The question presented by these four cases is whether the Boston Elevated Railway Company was, while under public control, subject to the tax on capital stock imposed by Revenue Act 1918, § 1000 (Comp. St. §’ 5980n). This statute levies on corporations an “excise tax with respect to carrying on or doing business” (section 1000 [a], subd. 1), and it relieves from the tax “any corporation which-was not engaged in business * * * during-the preceding year ending June 30.” (Section 1000 [c}). Disregarding technicalities-the ease turns on whether the plaintiff was carrying on or doing business as a corporation during the period of public control.
The rather complicated arrangement under which the public took over the management and operation of the Boston Elevated Railway Company under Sp. Acts 1918, c.. 159, has been fully and authoritatively described (see Opinion of the Justices to the Senate, 231 Mass. 607, 122 N. E. 763; Boston v. Treasurer of the Commonwealth, 237 Mass. 403, 130 N. E. 390; Id., 260 U. S. 309, 43 S. Ct. 129, 67 L. Ed. 274; Opinion, of the Attorneys General of Massachusetts 1919, p. 20; Opinions of the Justices to the-Legislature [Mass.] 159 N. E. 55, 70, November 22, 1927; Boston Elevated Railway v. Malley [D. C.] 288 F. 864); and it is not-necessary to restate it here. The gist of it is that the company, in return for payments-, and guaranties by the commonwealth, abdicated its right to manage its property and' affairs in favor of public trustees appointed by the Governor. The business was still-' conducted in the name of the company, and" all contracts for labor and supplies relating-to the operation of its railway were made in., its name. It continued to be liable in contract and in tort, as it had previously been.. The special act expressly provided that the-trustees “shall be deemed to be acting as-agents of the company and not of the commonwealth.”
The basic facts leave but slight ground °for the plaintiff’s contention. An elaborate and ingenious argument has been made on its behalf based largely upon the use of the-words “lease” and “take over” by the Supreme Judicial Court in describing the relations between the company and the commonwealth. 231 Mass. 609, 607, 122 N. E. 763. See, too, Opinion of the Justices of November 22, 1927 (Mass.) 159 N. E. 55. With re- - speet to this terminology, Judge Peters observed : “It is not profitable to discuss whether the term ‘lease’ is properly descriptive of the legislative contract.” Boston Elevated Railway v. Malley (D. C.) 288 F. 864, 870. It is the essential character of the arrangement as gathered from the special act and the opinions and decisions above cited, rather than the expressions used to - describe it, upon which the present question, turns.

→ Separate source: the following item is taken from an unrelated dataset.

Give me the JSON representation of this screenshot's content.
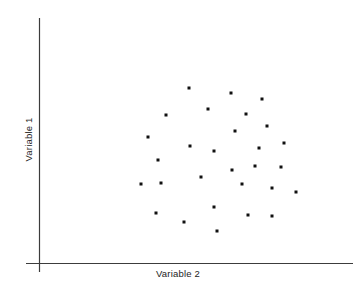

In Von Baumbach v. Sargent Land Co.,. 242 U. S. 503, 37 S. Ct. 201, 61 L. Ed. 460, *759in which an analogous case was before the Supreme Court, it was said:
“It is evident, from what this court has said in dealing with the former cases, that the decision in each instance must depend upon the particular facts before the court. The fair test to be derived from a consideration of all' of them is between a corporation which has reduced its activities to the owning and holding of property and the distribution of its avails and doing only the acts necessary to continue that status, and one which is still active and is maintaining its organization for the purpose of continued efforts in the pursuit of profit and gain and such activities as are essential to those purposes.” Day, J., at page 514 (37 S. Ct. 204).
Applying this criterion, I am clearly of opinion that the railway company was carrying on business during the period in question, and this without recourse to the activities of its directors as authorized by the special act, which might well become important makeweights, if the question were close. I have passed, without deciding it, the preliminary question whether the payments were, in the legal sense, voluntary, and therefore unrecoverable.
It should perhaps be noticed that the special act reserved to the commonwealth and its subdivisions the right “to tax the company or its stockholders in the same manner and to the same extent as if the company had continued to manage and operate" its own property.” Section 2. It would be a curious arrangement under which the corporation continued to be fully taxable as such for the benefit of the commonwealth, while it escaped taxation by the federal government.
Judgment for the defendant in Nos. 1774, 1775, and 1776. Demurrer sustained in No. 3102.